ProjectPeru

Escuelita Abierta Project

Thank you from the Escuelita Abierta Project in Peru.
As many of you know, I spent a year in Iquitos in Peru working as a volunteer in an orphanage in the Amazonia city of Iquitos. The orphanage I worked in was very well run and the children who lived there were the lucky ones. The Director of the orphanage Jorge Rodriguez was very kind to me and my fellow volunteer, Natalie while we were there. His wife, Corina, a retired teacher, is a co-founder of the Escuelta Abierta project and runs it on a voluntary basis. One day, she brought us to see what she does, and it was a real eye-opener for me.

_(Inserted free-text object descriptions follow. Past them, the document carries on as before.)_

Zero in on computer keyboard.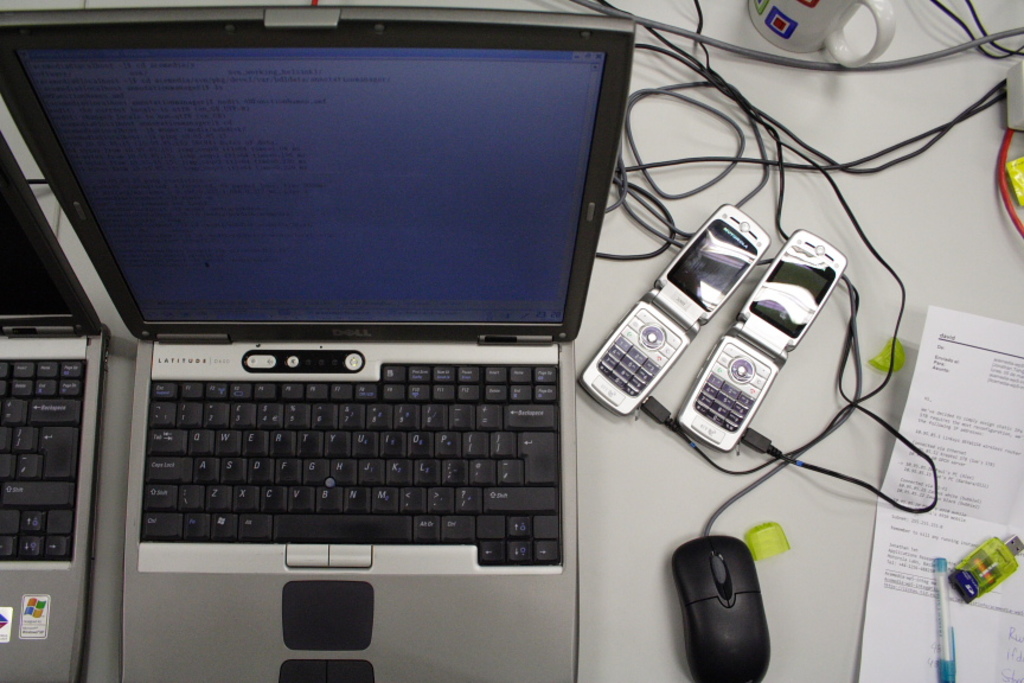
Zeroed in: bbox=(0, 357, 88, 566).
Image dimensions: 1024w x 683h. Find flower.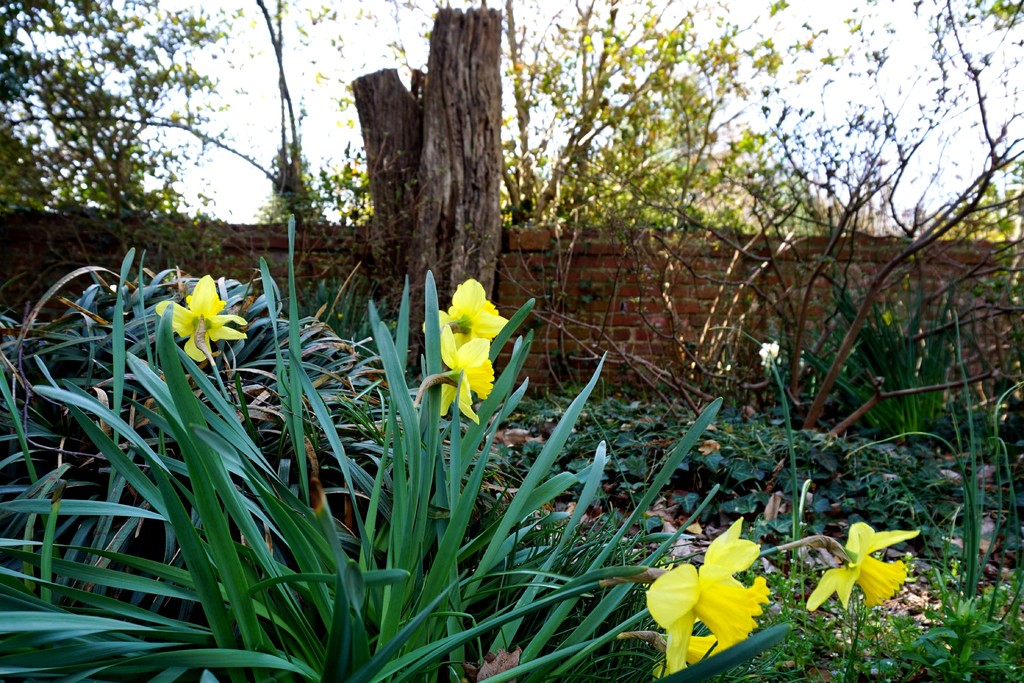
rect(422, 275, 514, 349).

The Escuelita Abierta (Open little schools) project is designed to help the poorest of children to get some educational support. Many of these are children who from 5 or 6 years of age have been forced by poverty to do ‘productive’ work in the streets (shoe shining, selling cigarettes, minding cars etc.). They often come from large families where the parents are unemployed and although they may attend formal schools, their attendance is often intermittent and their families’ levels of literacy are low or non-existent.
The Escuelita Abierta offers them special help in basic literacy and maths a few afternoons a week in whatever local spaces are available. I visited one which took place in a one-roomed house generously lent by the family who lived in it, and another which was held in a church basement which is flooded for six months of the year. Classes are given voluntarily by local teachers, and the children are also given a glass of milk and some bread. Sadly, the poverty is such that the milk and bread are incentives to the children to attend. For some, it is the only meal of the day. On one of the occasions I was there, a large group of children who could not be admitted due to limitations of space were gathered outside the open door, hoping to be given some bread and milk, but the funds did not stretch to providing enough to feed them as well. There are no words to describe how I felt when I saw this, and I find it very hard to recount it to people here in Ireland. It was the first time in my life that I was moved to tears by the sight of poverty. I felt really helpless.
This is why I asked the management committee of the church if one of the regular charity donations could go to the Escuelita Abierta project. I was surprised and delighted by the generosity of our congregation, as the collection amounted to €1,020. I cannot tell you how pleased Corina in Iquitos was when I contacted her to let her know this donation was coming. She has asked me to thank you all most sincerely for your generosity.